Will people embrace the necessary changes or avoid them or resist them or obstruct them? Probably a little of all four, but change is evitable while progress is optional. We will either continue to foul our nest and eliminate the lives of many species or we will embrace change and not only survive but thrive.

Unitarian Univeralists covenant together to affirm and promote respect for the interdependent web of existence, and justice, equity, and compassion in human relations.

Lenten Reflections, Day Five, The first Sunday of Lent, Will you follow the example of Jesus?


Day Five, First Sunday of Lent
Following the example of Jesus or accepting the counterfeit offerings of the ego?

Jesus Is Tested in the Wilderness, Matthew 4: 1-11
4 Then Jesus was led by the Spirit into the wilderness to be tempted[a] by the devil. 2 After fasting forty days and forty nights, he was hungry. 3 The tempter came to him and said, “If you are the Son of God, tell these stones to become bread.”
4 Jesus answered, “It is written: ‘Man shall not live on bread alone, but on every word that comes from the mouth of God.’[b]”
5 Then the devil took him to the holy city and had him stand on the highest point of the temple. 6 “If you are the Son of God,” he said, “throw yourself down.
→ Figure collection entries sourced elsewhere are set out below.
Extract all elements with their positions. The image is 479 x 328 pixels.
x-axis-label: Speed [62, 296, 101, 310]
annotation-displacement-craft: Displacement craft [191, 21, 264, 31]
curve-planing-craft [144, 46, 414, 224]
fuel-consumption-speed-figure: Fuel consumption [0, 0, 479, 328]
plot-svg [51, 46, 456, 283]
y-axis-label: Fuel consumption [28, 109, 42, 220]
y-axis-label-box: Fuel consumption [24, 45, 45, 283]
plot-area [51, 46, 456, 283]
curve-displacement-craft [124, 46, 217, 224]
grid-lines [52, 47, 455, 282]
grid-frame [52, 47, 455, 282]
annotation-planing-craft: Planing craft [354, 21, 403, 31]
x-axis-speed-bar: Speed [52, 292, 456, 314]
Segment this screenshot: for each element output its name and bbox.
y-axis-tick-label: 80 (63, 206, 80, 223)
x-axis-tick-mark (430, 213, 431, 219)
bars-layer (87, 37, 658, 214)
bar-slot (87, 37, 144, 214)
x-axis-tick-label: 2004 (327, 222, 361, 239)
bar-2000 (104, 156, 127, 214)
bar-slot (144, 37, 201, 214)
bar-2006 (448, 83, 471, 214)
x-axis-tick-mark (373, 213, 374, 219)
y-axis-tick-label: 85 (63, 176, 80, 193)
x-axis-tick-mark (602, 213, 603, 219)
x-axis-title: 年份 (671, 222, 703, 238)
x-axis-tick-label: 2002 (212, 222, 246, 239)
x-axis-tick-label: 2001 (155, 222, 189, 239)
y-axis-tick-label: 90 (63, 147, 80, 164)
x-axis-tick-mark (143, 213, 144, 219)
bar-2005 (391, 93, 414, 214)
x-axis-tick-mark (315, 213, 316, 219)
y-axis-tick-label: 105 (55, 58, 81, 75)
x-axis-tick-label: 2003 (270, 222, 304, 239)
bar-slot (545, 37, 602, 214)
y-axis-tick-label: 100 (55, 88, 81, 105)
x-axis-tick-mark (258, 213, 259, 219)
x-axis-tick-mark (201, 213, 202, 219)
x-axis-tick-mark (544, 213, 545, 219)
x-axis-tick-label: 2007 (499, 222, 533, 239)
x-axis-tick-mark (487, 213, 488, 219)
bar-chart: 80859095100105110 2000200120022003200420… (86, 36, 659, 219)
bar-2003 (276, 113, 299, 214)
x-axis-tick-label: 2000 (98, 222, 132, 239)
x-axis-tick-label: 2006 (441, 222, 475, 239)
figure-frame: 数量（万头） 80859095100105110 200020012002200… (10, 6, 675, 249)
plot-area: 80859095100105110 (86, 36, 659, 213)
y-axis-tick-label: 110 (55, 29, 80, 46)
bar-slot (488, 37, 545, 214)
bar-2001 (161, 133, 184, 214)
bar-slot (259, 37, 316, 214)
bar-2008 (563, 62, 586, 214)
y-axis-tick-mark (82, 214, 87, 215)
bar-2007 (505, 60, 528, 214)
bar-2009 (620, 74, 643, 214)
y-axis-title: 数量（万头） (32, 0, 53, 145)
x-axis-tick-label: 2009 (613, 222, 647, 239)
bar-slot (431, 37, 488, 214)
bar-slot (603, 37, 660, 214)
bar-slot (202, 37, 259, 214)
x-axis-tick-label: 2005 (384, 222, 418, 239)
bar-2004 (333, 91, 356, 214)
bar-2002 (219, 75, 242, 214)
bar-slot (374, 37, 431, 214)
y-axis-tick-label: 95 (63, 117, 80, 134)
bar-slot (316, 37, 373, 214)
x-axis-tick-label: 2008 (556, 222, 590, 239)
For it is written:
“‘He will command his angels concerning you, and they will lift you up in their hands,  so that you will not strike your foot against a stone.’[c]”
7 Jesus answered him, “It is also written: ‘Do not put the Lord your God to the test.’[d]”
8 Again, the devil took him to a very high mountain and showed him all the kingdoms of the world and their splendor. 9 “All this I will give you,” he said, “if you will bow down and worship me.”
10 Jesus said to him, “Away from me, Satan! For it is written: ‘Worship the Lord your God, and serve him only.’[e]”
11 Then the devil left him, and angels came and attended him.

The three temptations of Jesus were material things (bread), arrogance and pride, and political power over others. Jesus is a smart guy and He sees through the illusory and empty promises of the ego. Jesus knows crap when it is offered to Him. Jesus is choosing the path of the spirit instead of the path of the ego.

The ego offers Jesus the things of the ego world and Jesus has the presence of mind to side step and rise above these offerings because He chooses something more important. Jesus chooses the Love of God over the things of the ego world. Jesus gives up the illusory pleasures of the ego in favor of something much more authentic, genuine, and fulfilling.

Jesus tells the ego that the ego’s offerings are not enough for there is something far more important to HIm which He has put His faith in. The purpose of Lent is not to inflict deprivation, but to remind us that we have the power of choice to choose a way of life which is much more fulfilling and honest than the ways of the world. Lent is about reminding us of our power to choose between the illusory things society has conditioned us to choose for what it considers worldly comfort and success or things of the Spirit which are genuine and eternal.

What are you choosing this Lent? Will you follow the example of Jesus and choose the things of the Spirit or will you choose to follow the suggestions of the ego?